The role of LinkedIn content. LinkedIn does not get cited directly in most surfaces, but the people who write about you on LinkedIn often end up cited indirectly via syndicated posts and shares. The mechanism is unclear and we are watching it.

Voice and Copilot ambient queries. Buyers asking “Who’s a good MSP for us” out loud in their car, then following up later, is a real behaviour now. We do not have a clean picture of how that works back from a citation.

Putting it together as a programme

For a typical IT services firm, an AI search programme over six months looks like:

Month 1, prompt audit, citation mapping, baseline visibility scoring across at least four LLM surfaces.

Month 2, on-site fixes, sector pages, schema, comparison content rolled out.
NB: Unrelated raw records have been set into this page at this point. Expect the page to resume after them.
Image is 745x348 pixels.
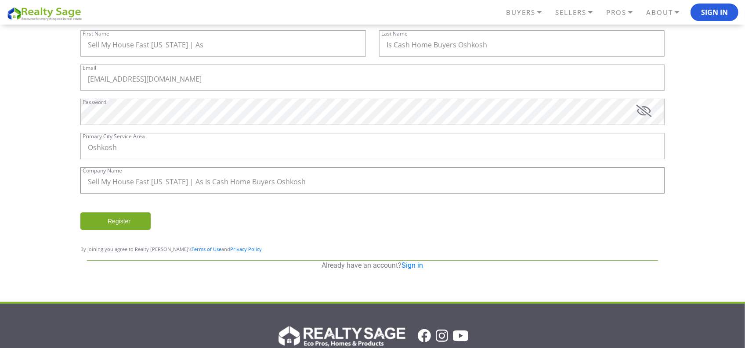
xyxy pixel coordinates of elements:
label: First Name [83,31,109,36]
a: ABOUT [644,5,690,20]
label: Email [83,65,96,71]
a: Terms of Use [191,246,221,253]
label: Password [83,100,106,105]
img: REALTY SAGE [7,6,86,21]
a: BUYERS [504,5,553,20]
label: Last Name [381,31,408,36]
a: Privacy Policy [230,246,262,253]
button: Sign In [690,4,738,21]
label: Primary City Service Area [83,134,145,139]
img: Realty Sage Logo [277,324,405,348]
input: Register [80,213,151,230]
a: PROS [604,5,644,20]
label: Company Name [83,168,122,173]
a: Sign in [402,261,423,270]
a: SELLERS [553,5,604,20]
p: Already have an account? [87,261,658,271]
span: By joining you agree to Realty [PERSON_NAME]’s and [80,246,262,253]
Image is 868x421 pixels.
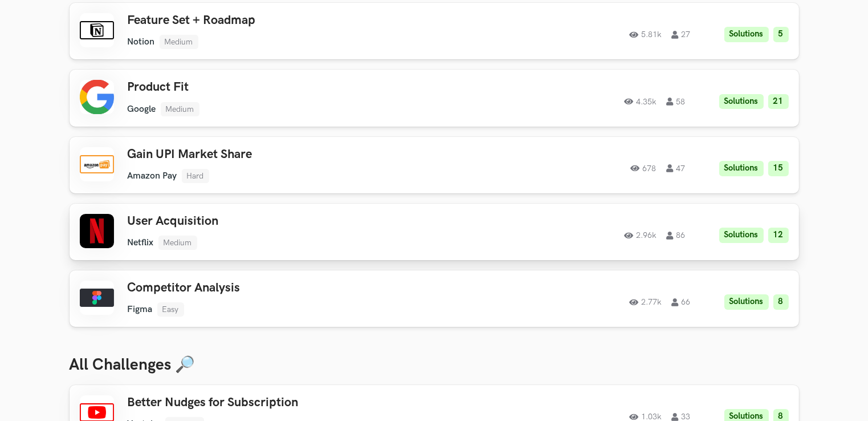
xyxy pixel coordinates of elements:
[667,231,686,240] span: 86
[158,235,197,250] li: Medium
[70,270,799,327] a: Competitor AnalysisFigmaEasy2.77k66Solutions8
[161,102,200,116] li: Medium
[768,228,789,243] li: 12
[720,161,764,176] li: Solutions
[667,164,686,172] span: 47
[672,31,691,39] span: 27
[157,302,184,316] li: Easy
[725,27,769,42] li: Solutions
[774,27,789,42] li: 5
[625,231,657,240] span: 2.96k
[720,94,764,110] li: Solutions
[128,214,451,229] h3: User Acquisition
[70,3,799,59] a: Feature Set + RoadmapNotionMedium5.81k27Solutions5
[725,294,769,309] li: Solutions
[128,80,451,95] h3: Product Fit
[160,35,198,49] li: Medium
[774,294,789,309] li: 8
[672,298,691,307] span: 66
[667,97,686,106] span: 58
[182,169,210,183] li: Hard
[630,413,662,421] span: 1.03k
[630,31,662,39] span: 5.81k
[720,228,764,243] li: Solutions
[630,298,662,307] span: 2.77k
[128,170,177,181] li: Amazon Pay
[768,94,789,110] li: 21
[128,395,451,410] h3: Better Nudges for Subscription
[128,104,156,114] li: Google
[128,147,451,162] h3: Gain UPI Market Share
[631,164,657,172] span: 678
[128,281,451,295] h3: Competitor Analysis
[128,304,153,315] li: Figma
[672,413,691,421] span: 33
[768,161,789,176] li: 15
[128,237,154,248] li: Netflix
[625,97,657,106] span: 4.35k
[70,137,799,193] a: Gain UPI Market ShareAmazon PayHard67847Solutions15
[70,355,799,375] h3: All Challenges 🔎
[70,70,799,126] a: Product FitGoogleMedium4.35k58Solutions21
[70,204,799,260] a: User AcquisitionNetflixMedium2.96k86Solutions12
[128,13,451,28] h3: Feature Set + Roadmap
[128,36,155,48] li: Notion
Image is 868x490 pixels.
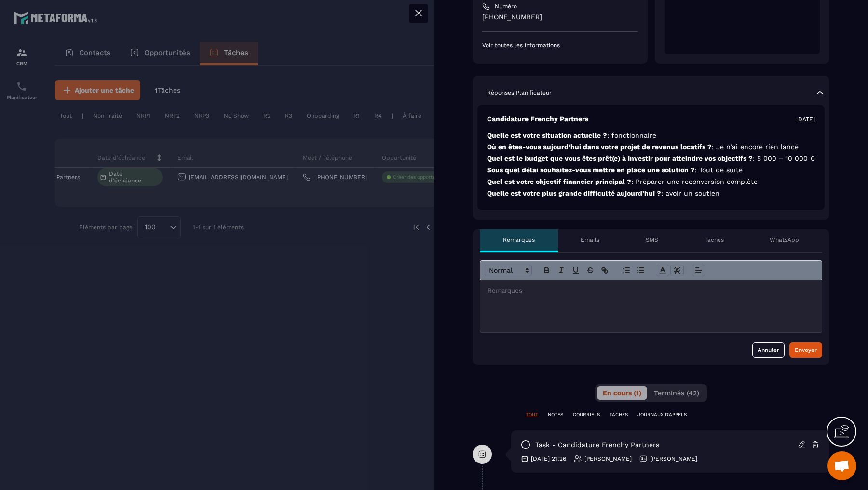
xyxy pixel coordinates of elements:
[531,455,567,462] p: [DATE] 21:26
[535,440,659,449] p: task - Candidature Frenchy Partners
[609,411,628,418] p: TÂCHES
[503,236,535,243] p: Remarques
[487,131,815,140] p: Quelle est votre situation actuelle ?
[487,177,815,186] p: Quel est votre objectif financier principal ?
[573,411,600,418] p: COURRIELS
[752,342,785,357] button: Annuler
[487,165,815,175] p: Sous quel délai souhaitez-vous mettre en place une solution ?
[487,89,552,97] p: Réponses Planificateur
[487,154,815,163] p: Quel est le budget que vous êtes prêt(e) à investir pour atteindre vos objectifs ?
[487,115,588,124] p: Candidature Frenchy Partners
[648,386,705,400] button: Terminés (42)
[795,345,817,355] div: Envoyer
[607,131,656,139] span: : fonctionnaire
[487,189,815,198] p: Quelle est votre plus grande difficulté aujourd’hui ?
[789,342,823,357] button: Envoyer
[769,236,799,243] p: WhatsApp
[753,154,815,162] span: : 5 000 – 10 000 €
[705,236,724,243] p: Tâches
[526,411,538,418] p: TOUT
[828,451,856,480] div: Ouvrir le chat
[646,236,658,243] p: SMS
[654,389,699,396] span: Terminés (42)
[650,455,697,462] p: [PERSON_NAME]
[796,115,815,123] p: [DATE]
[482,42,638,49] p: Voir toutes les informations
[495,3,517,10] p: Numéro
[661,189,719,197] span: : avoir un soutien
[638,411,687,418] p: JOURNAUX D'APPELS
[548,411,563,418] p: NOTES
[597,386,647,400] button: En cours (1)
[487,142,815,152] p: Où en êtes-vous aujourd’hui dans votre projet de revenus locatifs ?
[584,455,632,462] p: [PERSON_NAME]
[695,166,743,174] span: : Tout de suite
[603,389,641,396] span: En cours (1)
[581,236,600,243] p: Emails
[482,13,638,22] p: [PHONE_NUMBER]
[631,177,758,185] span: : Préparer une reconversion complète
[712,143,799,151] span: : Je n’ai encore rien lancé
Months 3 and 4, third-party push, directory profiles refreshed, Clutch review programme running, Reddit presence established.

Months 5 and 6, comparison content scaled, content gap closure, monthly audit cadence locked in.
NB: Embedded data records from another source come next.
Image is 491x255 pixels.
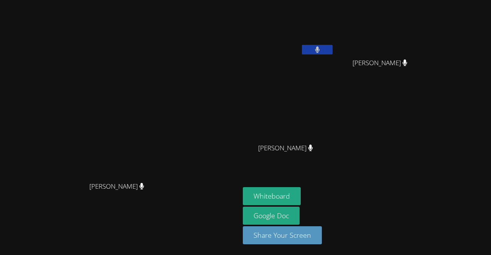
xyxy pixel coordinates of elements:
[258,143,313,154] span: [PERSON_NAME]
[243,226,322,244] button: Share Your Screen
[353,58,407,69] span: [PERSON_NAME]
[243,187,301,205] button: Whiteboard
[89,181,144,192] span: [PERSON_NAME]
[243,207,300,225] a: Google Doc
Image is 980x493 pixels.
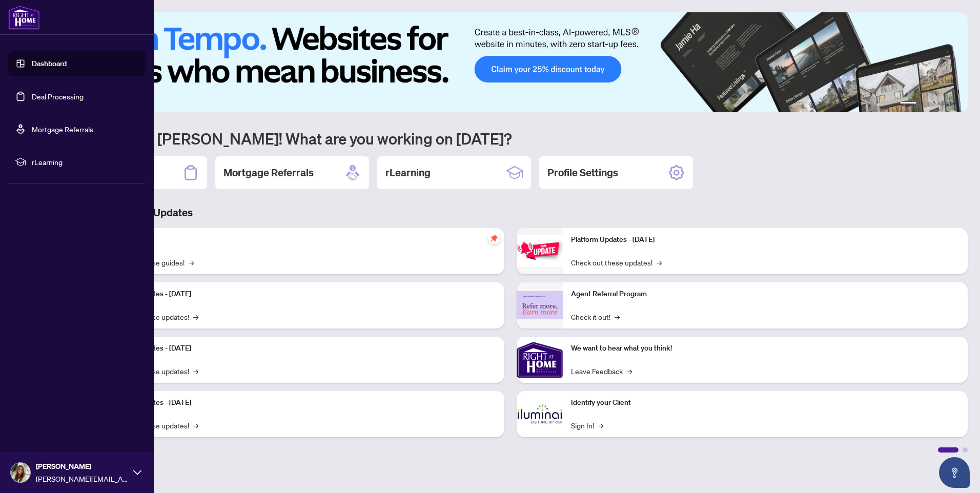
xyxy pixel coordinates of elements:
[939,457,970,488] button: Open asap
[53,12,968,112] img: Slide 0
[547,166,618,180] h2: Profile Settings
[193,311,198,322] span: →
[571,288,959,299] p: Agent Referral Program
[626,365,632,377] span: →
[188,257,194,268] span: →
[193,365,198,377] span: →
[36,473,128,484] span: [PERSON_NAME][EMAIL_ADDRESS][DOMAIN_NAME]
[517,234,563,267] img: Platform Updates - June 23, 2025
[32,157,138,168] span: rLearning
[571,234,959,246] p: Platform Updates - [DATE]
[598,420,603,431] span: →
[53,205,968,220] h3: Brokerage & Industry Updates
[193,420,198,431] span: →
[108,343,496,354] p: Platform Updates - [DATE]
[488,232,500,244] span: pushpin
[108,397,496,409] p: Platform Updates - [DATE]
[571,311,619,322] a: Check it out!→
[11,462,31,482] img: Profile Icon
[36,461,128,472] span: [PERSON_NAME]
[517,336,563,383] img: We want to hear what you think!
[385,166,430,180] h2: rLearning
[32,92,84,101] a: Deal Processing
[571,365,632,377] a: Leave Feedback→
[517,391,563,437] img: Identify your Client
[656,257,662,268] span: →
[53,129,968,148] h1: Welcome back [PERSON_NAME]! What are you working on [DATE]?
[224,166,314,180] h2: Mortgage Referrals
[929,102,933,106] button: 3
[953,102,957,106] button: 6
[571,420,603,431] a: Sign In!→
[517,291,563,319] img: Agent Referral Program
[900,102,916,106] button: 1
[571,397,959,409] p: Identify your Client
[920,102,925,106] button: 2
[8,5,40,30] img: logo
[571,343,959,354] p: We want to hear what you think!
[937,102,941,106] button: 4
[32,59,67,68] a: Dashboard
[615,311,619,322] span: →
[32,125,94,134] a: Mortgage Referrals
[945,102,949,106] button: 5
[108,234,496,246] p: Self-Help
[571,257,662,268] a: Check out these updates!→
[108,288,496,299] p: Platform Updates - [DATE]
We deliberately keep this slow. Pushing all of it in month one usually means something gets done badly. The signals we are working with reward consistency over volume.
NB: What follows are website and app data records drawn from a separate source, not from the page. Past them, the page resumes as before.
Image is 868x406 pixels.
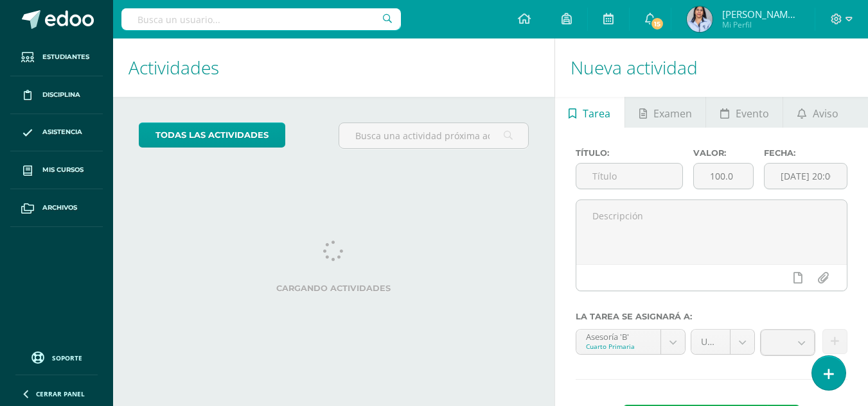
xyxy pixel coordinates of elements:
[10,152,103,190] a: Mis cursos
[43,90,81,100] span: Disciplina
[139,284,529,293] label: Cargando actividades
[813,99,838,129] span: Aviso
[784,97,852,128] a: Aviso
[139,122,285,148] a: todas las Actividades
[722,19,799,30] span: Mi Perfil
[16,349,98,366] a: Soporte
[43,203,77,213] span: Archivos
[650,16,664,31] span: 15
[122,8,401,30] input: Busca un usuario...
[571,39,852,97] h1: Nueva actividad
[736,99,769,129] span: Evento
[586,330,651,342] div: Asesoría 'B'
[43,127,82,137] span: Asistencia
[10,39,103,76] a: Estudiantes
[764,149,848,158] label: Fecha:
[701,330,720,355] span: Unidad 4
[692,330,754,355] a: Unidad 4
[577,330,686,355] a: Asesoría 'B'Cuarto Primaria
[583,99,610,129] span: Tarea
[10,190,103,227] a: Archivos
[339,123,527,149] input: Busca una actividad próxima aquí...
[625,97,705,128] a: Examen
[576,312,848,322] label: La tarea se asignará a:
[586,342,651,351] div: Cuarto Primaria
[693,149,754,158] label: Valor:
[43,52,90,62] span: Estudiantes
[576,149,683,158] label: Título:
[706,97,783,128] a: Evento
[654,99,692,129] span: Examen
[722,7,799,21] span: [PERSON_NAME] del [PERSON_NAME]
[765,163,847,189] input: Fecha de entrega
[10,76,103,114] a: Disciplina
[52,354,82,363] span: Soporte
[694,163,753,189] input: Puntos máximos
[686,7,713,32] img: 26fabefb3cf66dba348562ba424eb7f2.png
[10,114,103,152] a: Asistencia
[36,390,85,399] span: Cerrar panel
[555,97,624,128] a: Tarea
[128,39,539,97] h1: Actividades
[577,163,682,189] input: Título
[43,165,84,175] span: Mis cursos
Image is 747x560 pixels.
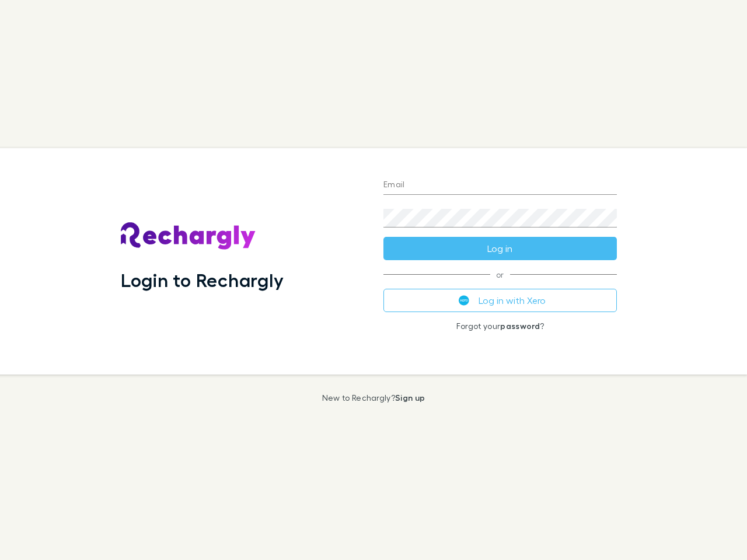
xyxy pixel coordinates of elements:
p: Forgot your ? [383,321,617,331]
p: New to Rechargly? [322,393,426,402]
span: or [383,274,617,275]
img: Xero's logo [459,295,469,306]
a: Sign up [395,392,425,402]
a: password [500,321,540,331]
h1: Login to Rechargly [121,269,284,291]
img: Rechargly's Logo [121,222,256,250]
button: Log in with Xero [383,289,617,312]
button: Log in [383,237,617,260]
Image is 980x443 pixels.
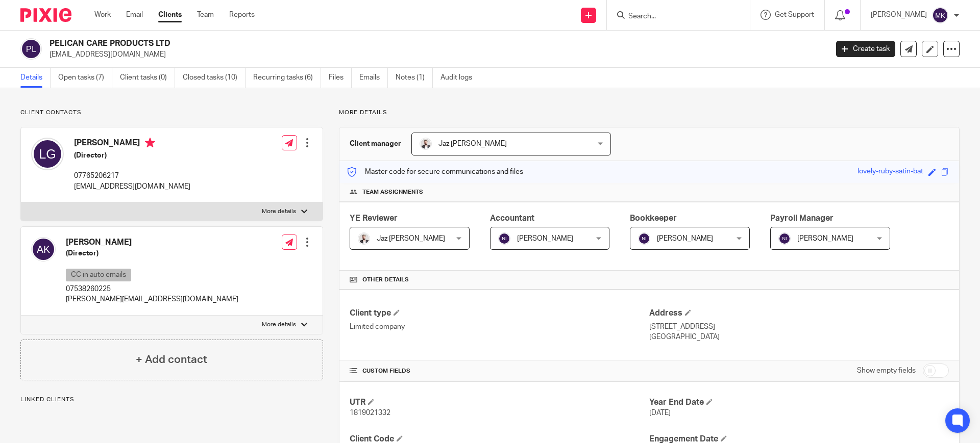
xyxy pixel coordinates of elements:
img: svg%3E [31,237,56,262]
span: Accountant [490,214,535,222]
input: Search [627,12,719,22]
h5: (Director) [74,151,190,161]
p: [GEOGRAPHIC_DATA] [649,332,949,342]
h4: Client type [350,308,649,318]
span: Payroll Manager [771,214,834,222]
p: [STREET_ADDRESS] [649,322,949,332]
a: Closed tasks (10) [183,68,246,88]
a: Files [329,68,352,88]
img: svg%3E [779,232,791,245]
p: More details [339,109,960,117]
span: Other details [362,276,409,284]
img: svg%3E [20,38,42,59]
p: 07765206217 [74,171,190,181]
a: Recurring tasks (6) [254,68,321,88]
h4: CUSTOM FIELDS [350,367,649,376]
h2: PELICAN CARE PRODUCTS LTD [49,38,666,49]
p: [EMAIL_ADDRESS][DOMAIN_NAME] [49,49,821,59]
a: Notes (1) [395,68,433,88]
h4: + Add contact [135,352,207,368]
span: YE Reviewer [350,214,398,222]
span: Jaz [PERSON_NAME] [438,140,507,148]
img: svg%3E [31,138,64,170]
a: Audit logs [440,68,479,88]
p: 07538260225 [66,284,238,295]
a: Team [197,9,214,20]
img: svg%3E [932,7,948,23]
a: Reports [229,9,255,20]
span: Jaz [PERSON_NAME] [377,235,445,242]
p: [PERSON_NAME][EMAIL_ADDRESS][DOMAIN_NAME] [66,295,238,305]
span: [PERSON_NAME] [657,235,713,242]
span: Get Support [775,12,814,18]
a: Clients [158,9,182,20]
p: [PERSON_NAME] [871,9,927,20]
a: Create task [836,41,895,57]
h3: Client manager [350,139,401,149]
h4: Year End Date [649,397,949,408]
a: Email [126,9,143,20]
p: Master code for secure communications and files [347,166,523,177]
img: Pixie [20,8,72,22]
h4: Address [649,308,949,318]
p: Limited company [350,322,649,332]
p: More details [262,208,296,216]
p: Linked clients [20,396,323,404]
h4: [PERSON_NAME] [74,138,190,151]
span: [DATE] [649,410,671,417]
a: Open tasks (7) [58,68,112,88]
h4: [PERSON_NAME] [66,237,238,248]
p: Client contacts [20,109,323,117]
a: Work [94,9,111,20]
img: svg%3E [498,232,511,245]
p: More details [262,321,296,329]
img: svg%3E [638,232,650,245]
h5: (Director) [66,248,238,258]
a: Details [20,68,51,88]
img: 48292-0008-compressed%20square.jpg [358,232,370,245]
img: 48292-0008-compressed%20square.jpg [419,138,432,150]
i: Primary [145,138,155,148]
a: Client tasks (0) [120,68,175,88]
span: [PERSON_NAME] [797,235,853,242]
div: lovely-ruby-satin-bat [858,166,924,178]
span: 1819021332 [350,410,390,417]
label: Show empty fields [857,366,916,376]
a: Emails [359,68,388,88]
p: [EMAIL_ADDRESS][DOMAIN_NAME] [74,182,190,192]
h4: UTR [350,397,649,408]
span: Bookkeeper [630,214,677,222]
span: [PERSON_NAME] [517,235,573,242]
span: Team assignments [362,188,423,196]
p: CC in auto emails [66,269,131,282]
If you’d like a second opinion on your AI search strategy as an IT services firm, drop us a line. You can also see how we structure this work on our AI SEO services page, or our SEO services for the wider foundation.

Frequently asked questions

Why is AI search harder for IT services firms than for SaaS?
Three reasons. The buying decision is usually local or sector-specific in a way SaaS rarely is, which forces the model to reconcile category fit with geography. Public proof points are thinner. SaaS has G2, Capterra and Product Hunt while IT services has Clutch, a smaller set of trade press lists and industry awards. The offering itself is not standardised. "Managed IT support" means very different things across providers, and the model often struggles to map a buyer's actual need to the right kind of firm.
Which third-party sources matter most for an MSP's AI search visibility?
Industry directories like Clutch, GoodFirms and The Manifest. Trade press lists in Computer Weekly, ITPro and MSP Today. Vendor partner directories for Microsoft Solutions Partner, Sophos, Datto and ConnectWise. Local press and chamber sites including regional Insider Media. Reddit communities like r/msp and r/sysadmin. Trade press roundups like "top 30 MSPs serving the legal sector" get cited for years afterwards. Claim profiles, refresh case study content and ensure tier badges are accurate. Citation share tends to shift in eight to twelve weeks for clients who do this systematically.
Do thin location pages still work for AI search?
No. Location pages that swap the city name across a template are recognised as low quality by both classic SEO and AI retrieval. A real location page describes the regional team, names the sector mix in that region and references local accreditations or partnerships. Sector pages matter more than people realise. Generic "Managed IT" pages do not get cited for "law firm IT support". You need pages that name the sector, name the regulators, name the typical estate. Quotable claims with attribution earn citations. Generic marketing prose does not.